Everyone stopped eating and looked at her. Her family, people at other tables nearby, the serving staff. Everyone went still and looked at her with a mixture of horror and surprise on their faces.

“Well, in a Muslim country, because they had stolen something,” her father said, after a pause.

“And in this country?”

She looked at him insistently. He coughed a little, choking on some morsel of food he still had in his mouth. He took a sip from his glass of water before answering.

“I really don’t know,” he said.

“You do ask the most preposterous things,” her mother said.

The young woman remained silent for the rest of the meal. She didn’t notice that a young man was watching her from across the dining room.

He pulled her out onto the terrace while everyone else was sipping sherry in the lounge after dinner.

“Why did you ask that question at dinner?” he said, holding her by the arms and staring into her face.

“Let go of me,” she said, not struggling, but not welcoming his closeness either.

He released her arms.

“Sorry,” he said. “But will you tell me why you asked it?”

“I don’t know,” she replied. “I was just curious, I think. It struck me as an interesting question to ask.”

“I saw a hand in one of the rock pools earlier today,” he said, lowering his voice and bending his head towards hers. He took hold of one of her hands. “You saw it too, didn’t you?”

She looked down at his hand holding onto hers then looked back up and nodded.
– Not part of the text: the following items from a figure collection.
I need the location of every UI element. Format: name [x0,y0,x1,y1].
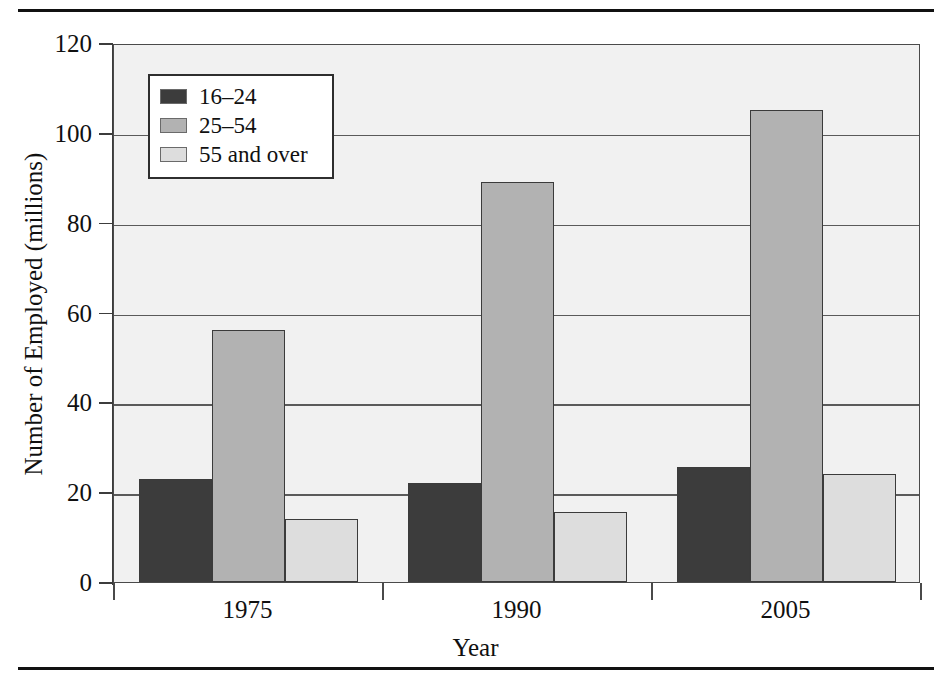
y-axis-tick-label: 80 [0,211,92,236]
y-axis-tick-label: 20 [0,480,92,505]
chart-legend: 16–24 25–54 55 and over [148,74,334,179]
y-axis-tick [99,133,113,135]
x-axis-tick-label-2005: 2005 [706,596,866,624]
legend-swatch-55-and-over [160,147,187,162]
legend-label-16-24: 16–24 [199,85,257,108]
bar-1990-25–54 [481,182,554,582]
x-axis-tick-label-1990: 1990 [437,596,597,624]
y-axis-tick-label: 100 [0,121,92,146]
x-axis-tick [382,583,384,600]
y-axis-tick [99,402,113,404]
bottom-divider-rule [18,667,934,670]
legend-item: 25–54 [160,111,322,140]
bar-2005-16–24 [677,467,750,582]
legend-label-55-and-over: 55 and over [199,143,308,166]
y-axis-tick [99,313,113,315]
bar-1990-16–24 [408,483,481,582]
x-axis-title: Year [0,634,951,662]
x-axis-tick-label-1975: 1975 [168,596,328,624]
bar-1975-16–24 [139,479,212,582]
y-axis-tick [99,582,113,584]
bar-1990-55-and-over [554,512,627,582]
bar-1975-55-and-over [285,519,358,582]
bar-2005-25–54 [750,110,823,582]
y-axis-tick-label: 40 [0,390,92,415]
y-axis-tick-label: 120 [0,31,92,56]
bar-1975-25–54 [212,330,285,582]
legend-item: 16–24 [160,82,322,111]
legend-item: 55 and over [160,140,322,169]
x-axis-tick [920,583,922,600]
top-divider-rule [18,9,934,12]
y-axis-tick-label: 60 [0,301,92,326]
legend-label-25-54: 25–54 [199,114,257,137]
legend-swatch-25-54 [160,118,187,133]
legend-swatch-16-24 [160,89,187,104]
y-axis-tick [99,492,113,494]
y-axis-tick [99,43,113,45]
y-axis-tick-label: 0 [0,570,92,595]
bar-2005-55-and-over [823,474,896,582]
x-axis-tick [651,583,653,600]
x-axis-tick [113,583,115,600]
figure-page: Number of Employed (millions) Year 02040… [0,0,951,690]
y-axis-tick [99,223,113,225]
He let go of her hand and sprang back.

“I knew it!” he exclaimed.

Some of the people talking near to the French doors looked around.

“Shhh,” she whispered. “Don’t draw attention.”

“Sorry,” he said, sheepishly.

“What’s your name?”

“Bob,” he said.

The young woman looked at him steadily. He returned her gaze without discomfort.

“Bob,” she said. “I have it in my room.”

He looked puzzled. “You have what in your room?” he asked.

“The hand,” she said.

His eyes widened. “You have the hand in your room?”

She nodded.

“Do you think I’m mad?” she asked.

“I don’t know,” he said. He paused, then, “Can I see it?” he added.

She nodded again. “I’m in room 204,” she told him. “I’ll go up now, say I’m tired. You follow me up in a few minutes.”

“You seem very expert at this,” he said as she began to walk away from him.

“Oh,” she said breezily, “I’ve read too many Agatha Christies is all.”

Her mother smiled at her as she crossed the room to her parents.

“I see you were talking to the Tatchell boy,” she said.

“Mmm,” her daughter replied. “Goodnight, mother, father. I’m feeling done in, so I’m going to go up.”

She gave each of her parents a kiss on the cheek and left the room.

She waited ten minutes for him to follow her. She was about to give up and go to bed when the tentative knock came.

“Is there anyone else around?” she asked through the door.

“No,” came the reply.

She opened the door to her room and let him in.

“Where is it?” he whispered.

She moved over to the chest of drawers and opened her underwear drawer.

“It’s in here,” she said.

“With your – bits?” he asked, blushing slightly.

“Nobody else but me is going to go in this drawer,” she said, pulling the scarf-wrapped hand from its hiding place.

She placed it onto the bed and opened out the scarf. They both stood and looked at it.

“What are you going to do with it?” he asked eventually.

“I hadn’t really thought,” she said. “I just knew that I couldn’t leave it there to be washed out to sea again.”

“You should take it to the police,” he said.

“I suppose I should,” she replied.

“What’s your name?” he asked her.

“Angela,” she said.

“Like an angel.”

She laughed.

He was holding her hand.

They stood and looked down at the other hand lying oddly on her bed.

“It’s a strange way to meet, isn’t it?” she said.